[Gpdd] [HEALTH] <salmonella from guinea pigs and other rodents>

Lydia G Boland lydiagboland at yahoo.com
Thu May 5 20:48:39 EDT 2005


My Mom just called me with concern because there was a news story on 
her local CBS station about kids getting sick from their pocket pets 
with bacteria resistant salmonella.  Her concern is that many people 
will start dumping their pets off at the shelters and they will not be 
able to find homes for them.  She knows we've never been sick from our 
pets, ever.  Here is a copy of the story and a link to it.  Hopefully 
our shelters and rescues will not be inundated with of our small 
friends =(.

Lydia

http://cbs5.com/health/health_story_125132159.html

CDC: Don't Kiss The Hamster
Health Officials Issue 'Pocket Pet' Warning

May 5, 2005 11:56 am US/Pacific
(AP)  Furry “pocket pets” like hamsters, mice and rats have sickened up 
to 30 people in at least 10 states with dangerous multidrug-resistant 
bacteria, health officials are warning.

It is the first known outbreak of salmonella illness tied to such pets 
and reveals a previously unknown public health risk, officials said.

Many of the victims were children; six were hospitalized for vomiting, 
fever and severe diarrhea. Some passed the illness to others. The germ 
they had was resistant to five drugs spanning several classes of 
antibiotics.

“This is likely an underrepresentation of how large the problem is,” 
because others who were sick may not have gone to doctors and not all 
labs do the kind of tests that would detect this germ, said Dr. Chris 
Braden, an epidemiologist at the Centers for Disease Control and 
Prevention.

Salmonella infections are common from reptiles, especially small 
turtles called red-eared sliders that are banned but have made an 
illegal comeback in several states in recent years. The 2003 monkeypox 
outbreak that originated in imported African rats and spread to U.S. 
prairie dogs showed the risks of owning exotic pets.

But cuddly little pocket pets like hamsters were not thought to pose 
much of a problem.

Gerbils, guinea pigs, ferrets and rabbits could also carry the germ, 
the CDC said.

“This outbreak highlights the fact that there is no perfectly safe pet. 
Parents and children should wash their hands thoroughly after contact 
with any pet”—even the family dog, said Dr. Stephen J. Swanson, a CDC 
epidemiologist working in the Minnesota Department of Health.

CDC started investigating last summer after Minnesota officials found 
the unusual infection in a 5-year-old boy sickened after playing with 
and kissing a pet mouse that had severe diarrhea and later died.

Tests showed that both had a drug-resistant strain of salmonella, a 
relative of the germ that causes typhoid fever. The same strain was 
found in a 4-year-old boy hospitalized in South Carolina and in his pet 
hamster, which also died.

Officials then checked PulseNet, a national germ reporting database 
designed to detect unusual trends, and found 28 other cases from 
December 2003 to October 2004.

Of the 22 people they have been able to interview, 13 had contact with 
rodents bought from pet stores and two caught salmonella from others 
who were ill. Seven had no known contact with rodents; investigations 
are continuing on the rest.

Cases have been confirmed in Illinois, Kentucky, Missouri, 
Pennsylvania, South Carolina, Georgia, Michigan, Minnesota, New Jersey 
and North Carolina.

Diarrhea is common in rodents, and many animal dealers routinely use 
antibiotics to prevent this. Such use may have spurred this 
multidrug-resistant strain to emerge, health officials speculate.

But not all of the animals in this outbreak were sick, so people should 
not think healthy ones don’t carry the bacteria, Swanson said.

“We only looked for this particular strain. There may be other 
salmonellas that may be linked to pocket pets,” Braden added.

Dr. Robert Tauxe, chief of foodborne illness at CDC, said detecting an 
outbreak like this would not have been possible before PulseNet, a 
system he helped start in 1996. It was expanded nationwide in 2001.

“With great luck, a case of illness in Minnesota might have been linked 
to one hamster and that would have been the end of it,” Tauxe said. “We 
would never have been able to identify it as a nationwide problem.”

In light of the outbreak, CDC recommends:

People should wash hands well after handling rodents, their cases or 
bedding.


Doctors should consider pets as a source of drug-resistant salmonella 
in patients with severe diarrhea.


Veterinarians should do the same when treating rodents, and should test 
for it if clusters of such animals offered for sale are sick.


Pet shops and dealers should sanitize transport containers and cages 
between uses.


Owners should not kiss their pets or hold them close to their mouths; 
pets should be kept away from kitchens and food.



(© 2005 The Associated Press. All Rights Reserved. This material may 
not be published, broadcast, rewritten, or redistributed.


__Task goal__
What you return should be each line of the data containing the string "right".

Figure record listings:
--

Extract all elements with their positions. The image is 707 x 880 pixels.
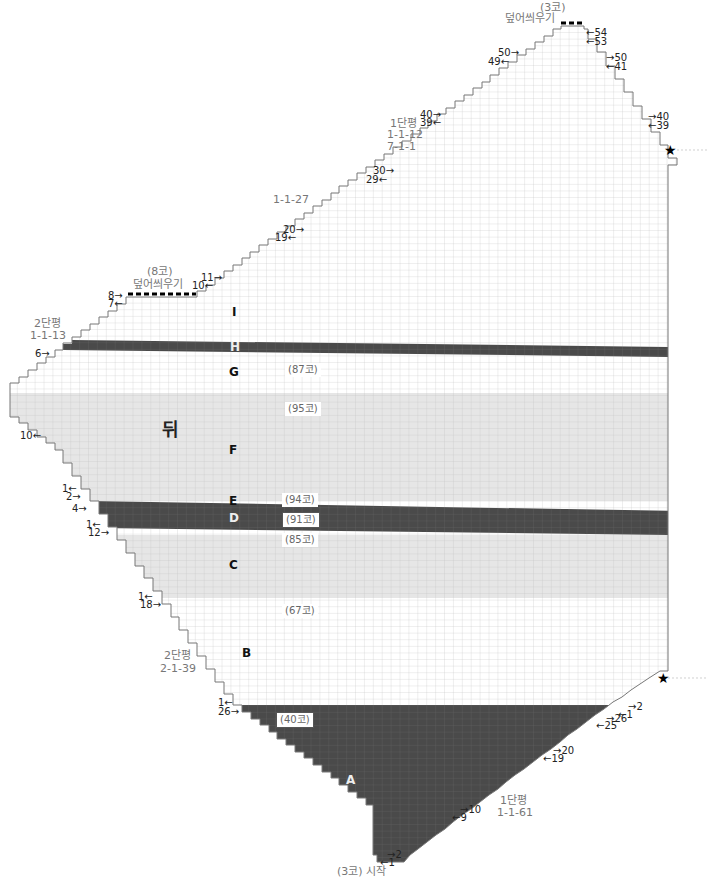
- row-marker: 26→: [218, 707, 239, 717]
- row-marker: ←53: [586, 37, 607, 47]
- row-marker: 4→: [72, 504, 87, 514]
- row-marker: 2→: [66, 492, 81, 502]
- start-label: (3코) 시작: [337, 866, 386, 877]
- star-icon-top: ★: [664, 142, 677, 158]
- row-marker: ←9: [452, 813, 467, 823]
- section-D: D: [229, 511, 239, 525]
- stitch-count-85: (85코): [282, 533, 318, 547]
- note-left-lower-1: 2단평: [164, 650, 191, 661]
- row-marker: 39←: [420, 118, 441, 128]
- section-I: I: [232, 305, 236, 319]
- section-H: H: [230, 340, 240, 354]
- row-marker: ←39: [648, 121, 669, 131]
- stitch-count-67: (67코): [282, 604, 318, 618]
- note-left-lower-2: 2-1-39: [160, 663, 196, 674]
- knitting-chart: [0, 0, 707, 880]
- section-F: F: [229, 443, 237, 457]
- bind-off-left-label: 덮어씌우기: [133, 279, 183, 290]
- note-right-bottom-1: 1단평: [500, 795, 527, 806]
- row-marker: ←19: [543, 754, 564, 764]
- row-marker: 18→: [140, 600, 161, 610]
- note-top-left: 1-1-27: [273, 194, 309, 205]
- row-marker: 49←: [488, 57, 509, 67]
- section-C: C: [229, 558, 238, 572]
- section-A: A: [346, 773, 355, 787]
- band-A: [230, 705, 630, 865]
- note-top-right-3: 7-1-1: [387, 141, 416, 152]
- piece-title: 뒤: [162, 415, 179, 441]
- section-G: G: [229, 365, 239, 379]
- section-E: E: [229, 494, 237, 508]
- row-marker: 7←: [108, 299, 123, 309]
- bind-off-top-label: 덮어씌우기: [505, 13, 555, 24]
- row-marker: ←1: [380, 858, 395, 868]
- note-left-upper-1: 2단평: [34, 318, 61, 329]
- row-marker: ←41: [606, 62, 627, 72]
- note-top-right-2: 1-1-12: [387, 129, 423, 140]
- note-right-bottom-2: 1-1-61: [497, 807, 533, 818]
- stitch-count-91: (91코): [282, 512, 320, 528]
- stitch-count-87: (87코): [285, 363, 321, 377]
- star-icon-bottom: ★: [657, 670, 670, 686]
- chart-body: [0, 0, 707, 880]
- row-marker: 6→: [35, 349, 50, 359]
- bind-off-left-count: (8코): [147, 266, 173, 277]
- row-marker: 12→: [88, 528, 109, 538]
- stitch-count-40: (40코): [276, 712, 314, 728]
- row-marker: ←25: [596, 721, 617, 731]
- stitch-count-94: (94코): [282, 493, 318, 507]
- row-marker: 10←: [192, 281, 213, 291]
- row-marker: 29←: [366, 175, 387, 185]
- section-B: B: [242, 646, 251, 660]
- stitch-count-95: (95코): [285, 402, 321, 416]
- note-left-upper-2: 1-1-13: [30, 330, 66, 341]
- row-marker: 10←: [20, 431, 41, 441]
- row-marker: 19←: [275, 233, 296, 243]
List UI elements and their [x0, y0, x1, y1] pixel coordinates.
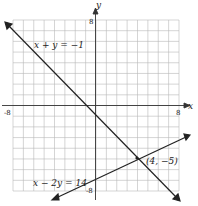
- y-axis-label: y: [95, 0, 102, 10]
- intersection-point: [135, 156, 138, 159]
- y-min-tick: -8: [86, 187, 93, 195]
- x-max-tick: 8: [176, 109, 180, 117]
- intersection-label: (4, −5): [146, 156, 178, 166]
- x-axis-label: x: [188, 101, 193, 111]
- y-max-tick: 8: [89, 18, 93, 26]
- line-x-plus-y: [5, 22, 180, 201]
- label-line-1: x + y = −1: [34, 40, 84, 50]
- label-line-2: x − 2y = 14: [33, 178, 87, 188]
- coordinate-plane: x y -8 8 8 -8 x + y = −1 x − 2y = 14 (4,…: [0, 0, 198, 206]
- x-min-tick: -8: [4, 109, 11, 117]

--

__Response below__
- note-right-bottom-1: 1단평: [500, 795, 527, 806]
- note-top-right-3: 7-1-1: [387, 141, 416, 152]
- note-top-right-2: 1-1-12: [387, 129, 423, 140]
- note-right-bottom-2: 1-1-61: [497, 807, 533, 818]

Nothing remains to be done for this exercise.